1.       Bankoff, G. Frerks, D. Hilhorst (2003). Mapping Vulnerability: Disasters, Development and People.
Check how you reference APA; if it’s a textbook, italicize or underline the title, if it’s a journal italicize the name of the journal etc….
You don’t number references in this case; so, remove the numbers
In referencing, we only start using a surname…..so, we cant start a reference with a B…………so start with the surname.
NB: The references that are here(reference list)……should have appeared inside the text; you cant have a reference here, yet it doesn’t appear anywhere in the text. You can check previous assignments or proposals.  
2.      B. Wisner, P. Blaikie, T. Cannon, and I. Davis (2004). At Risk - Natural hazards, people's vulnerability and disasters. Wiltshire: Routledge. 
3.      Luis Flores Ballesteros. "What determines a disaster?" 54 Pesos Sep 2008:54 Pesos 11 Sep 2008. <http://54pesos.org/2008/09/11/what-determines-a-disaster/>
4.      D. Alexander (2002). Principles of Emergency planning and Management. Harpended: Terra publishing. 
5.      USGS Earthquake Details. United States Geological Survey. http://earthquake.usgs.gov/earthquakes/eqinthenews/2010/us2010tfan/.
7.      ^ Molina, M.; Zaelke, D.; Sarmac, K. M.; Andersen, S. O.; Ramanathane, V.; Kaniaruf, D. (2009).
8.      What are this marks just before molina…..
This paragraph has been referenced wrongly….

is the effect of a natural hazard (e.g., flood, tornado, hurricane, volcanic eruption, earthquake, or landslide). It leads to financial, environmental or human losses. The resulting loss depends on the vulnerability of the affected population to resist the hazard, also called their resilience. (Bankoff, Frerks, Hillhorst, 2003) This understanding is concentrated in the formulation: "disasters occur when hazards meet vulnerability." (B.wisner, 2004) A natural hazard will hence never result in a natural disaster in areas without vulnerability, e.g. strong earthquakes in uninhabited areas luis flores(2008) The term natural has consequently been disputed because the events simply are not hazards or disasters without human involvement.

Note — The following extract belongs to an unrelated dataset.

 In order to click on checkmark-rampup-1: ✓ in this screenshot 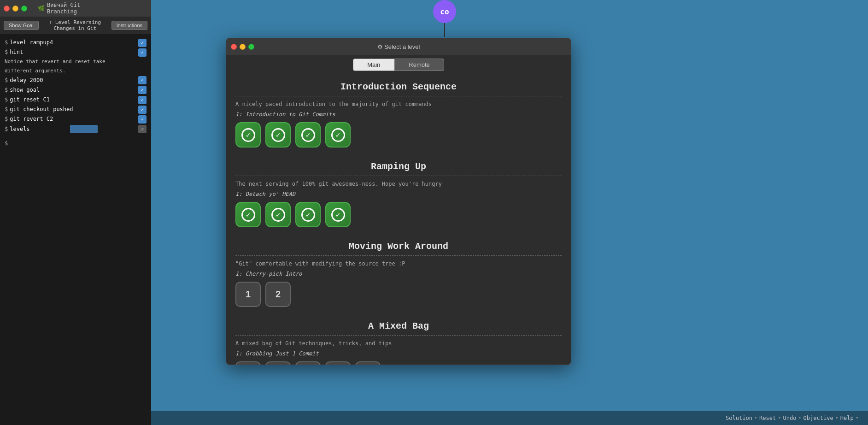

D.alexander, 2002) A concrete example of the division between a natural hazard and a natural disaster is that the 1906 San Francisco earthquake was a disaster, whereas earthquakes are a hazard.

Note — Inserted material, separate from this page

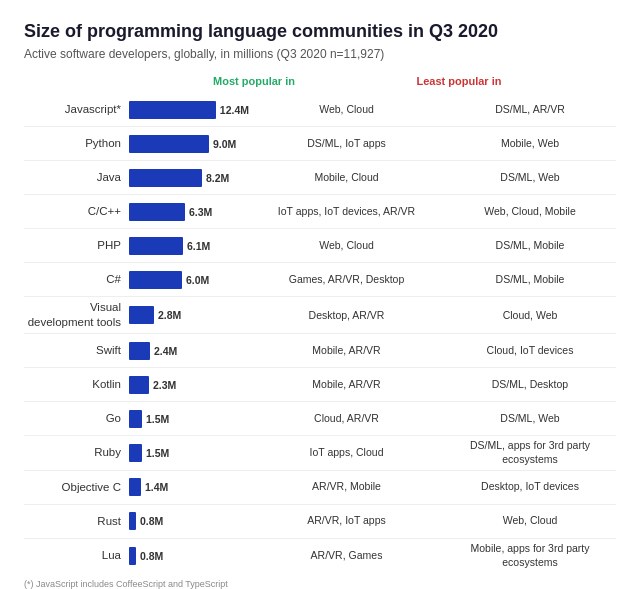 The image size is (640, 589). I want to click on lang-name: Lua, so click(76, 556).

We only use surname in referencing and not initials……ask Zachary ….all the references here should appear at the back in the reference list.

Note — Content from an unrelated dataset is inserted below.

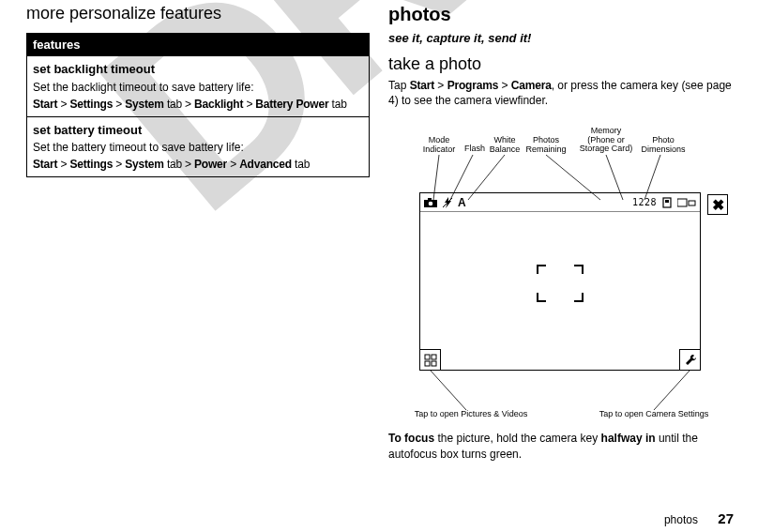 The image size is (758, 532). I want to click on photos-heading: photos, so click(560, 15).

NB: The other thing I would like you to note is that you should have at least two citations in every page of your work…..if you don’t have at least one citation in every page; then it implies that work may not be very academic. As such, do not just copy paste information without showing the sources through the references…….the entire part 2 of the assignment whould have citations like the above paragraph. Make sure all the citations in the text, appear in the reference list.

You can check previous assignments; like the assignment that we printed yesterday since it’s the same for Kamau…..check how the referencing was done and try and adopt that in this document. I know you can do it. So, at least you can use that assignment as a sample of how to reference because that’s the problem.

Work on this amendments and then reforward the assignment. Make sure there is flow and coherence in your section 2.